In order to facilitate the reproduction of all the results presented in this manuscript, all the code used to make the figures in this paper, but also much more, is available at http://mne-tools.github.io/mne-biomag-group-demo/.
Author contributions
All authors contributed extensively to the manuscript. MJ, EL, DE, JL, and AG conducted experiments, wrote code to analyze the data, interpreted the data, and wrote the manuscript. ST and MH interpreted the data, participated in the scientific discussions, and provided critical insights. All authors reviewed the manuscript and approved it for publication.

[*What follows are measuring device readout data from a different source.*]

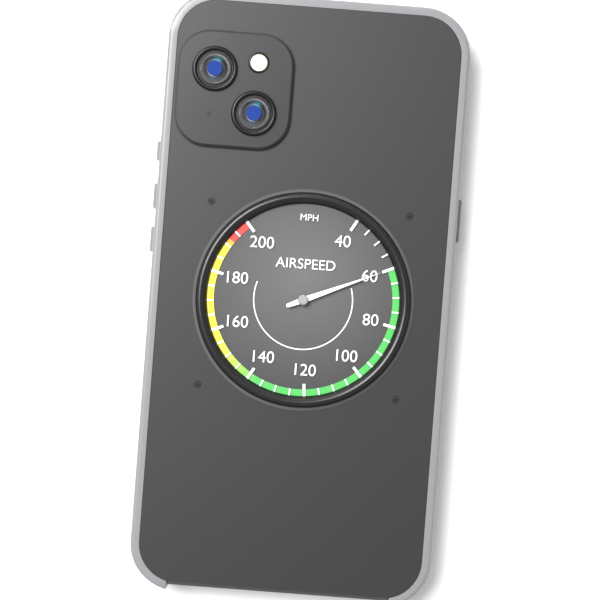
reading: 60 mph
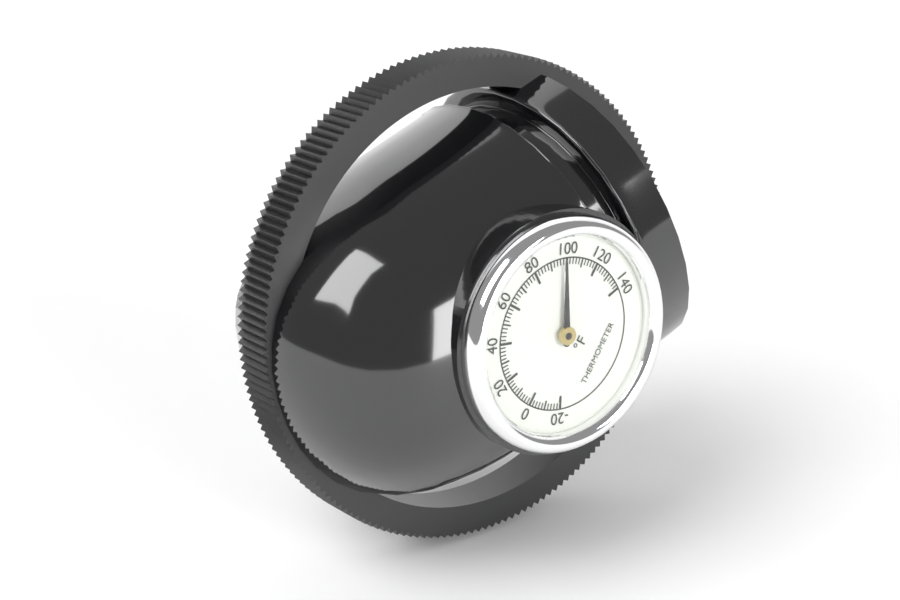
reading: 98 °F
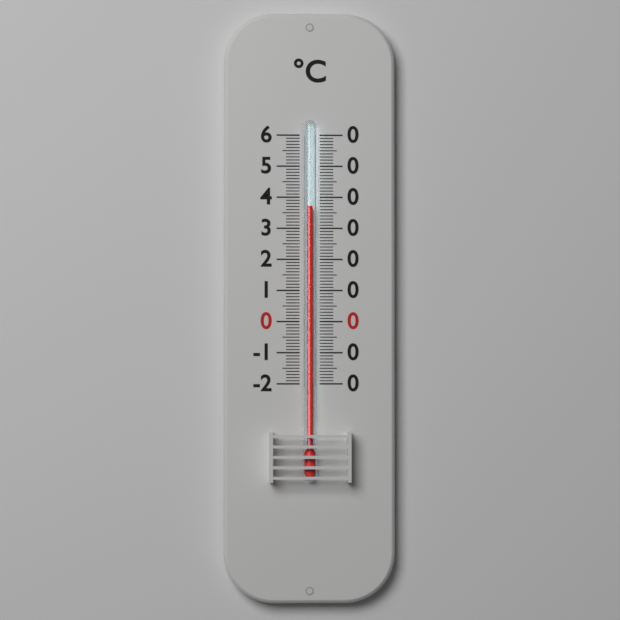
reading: 37 °C
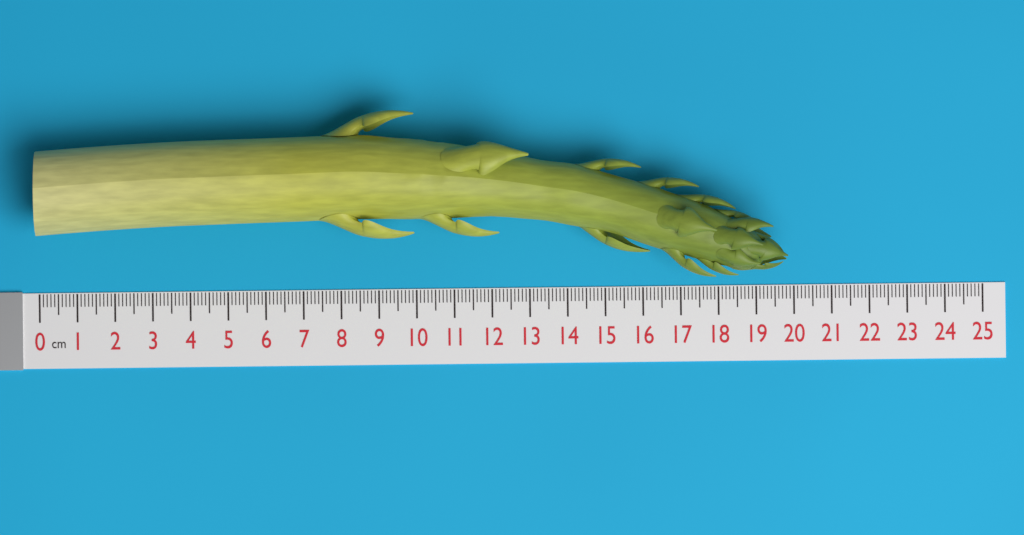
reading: 19.8 cm
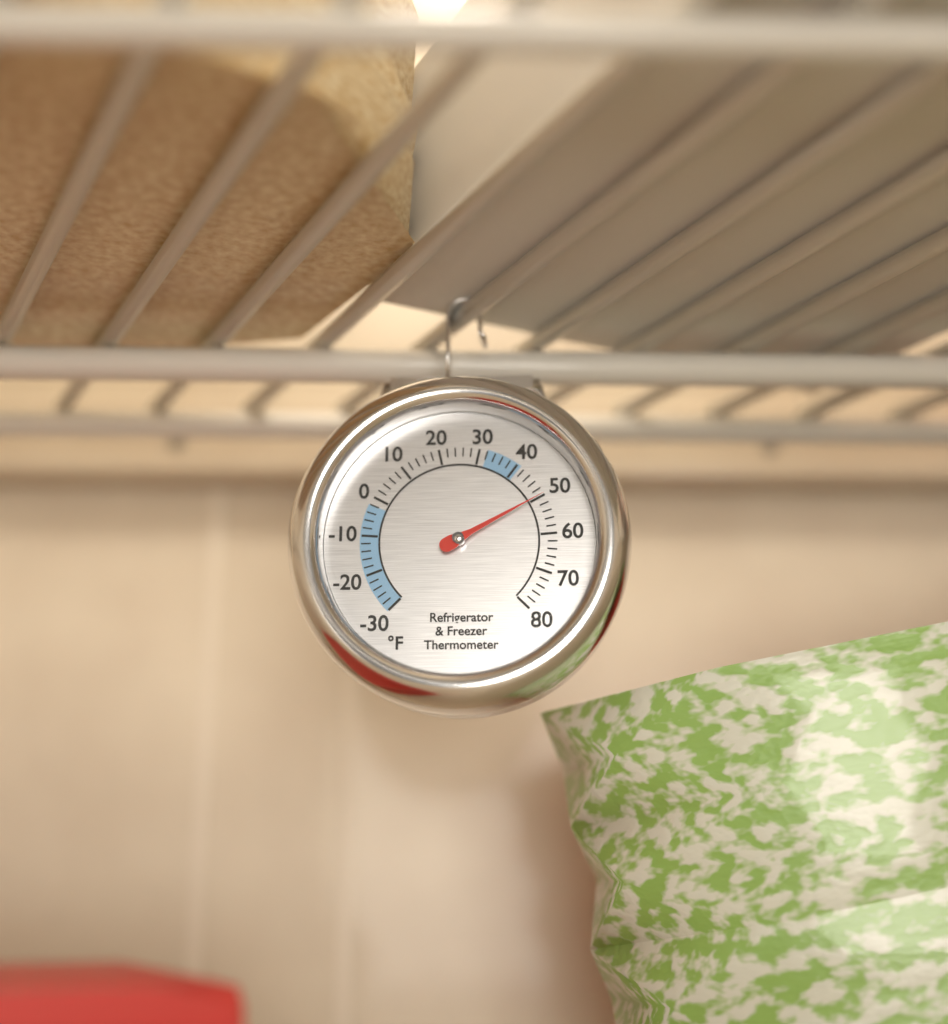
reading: 50 °F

Conflict of interest statement
The authors declare that the research was conducted in the absence of any commercial or financial relationships that could be construed as a potential conflict of interest.
Acknowledgments
We would like to thank the many members of the MNE community who have contributed through code, comments, and even complaints, to the improvement and design of this software.
During the preparation of this manuscript, we benefited greatly from discussions with other software package maintainers, such as Brainstorm maintainers who suggested that we visualize PSDs on a channel-by-channel basis to more effectively identify bad sensors. We thank Sami Aboud for discussions on the manuscript and proof-reading.
This work was supported by National Institute of Biomedical Imaging and Bioengineering grants 5R01EB009048, NIH R01 MH106174 and P41RR014075, National Institute on Deafness and Other Communication Disorders fellowship F32DC012456, NSF awards 0958669 and 1042134, the French National Research Agency (ANR-14-NEUC-0002-01) and the European Research Council Starting Grant SLAB ERC-YStG-676943.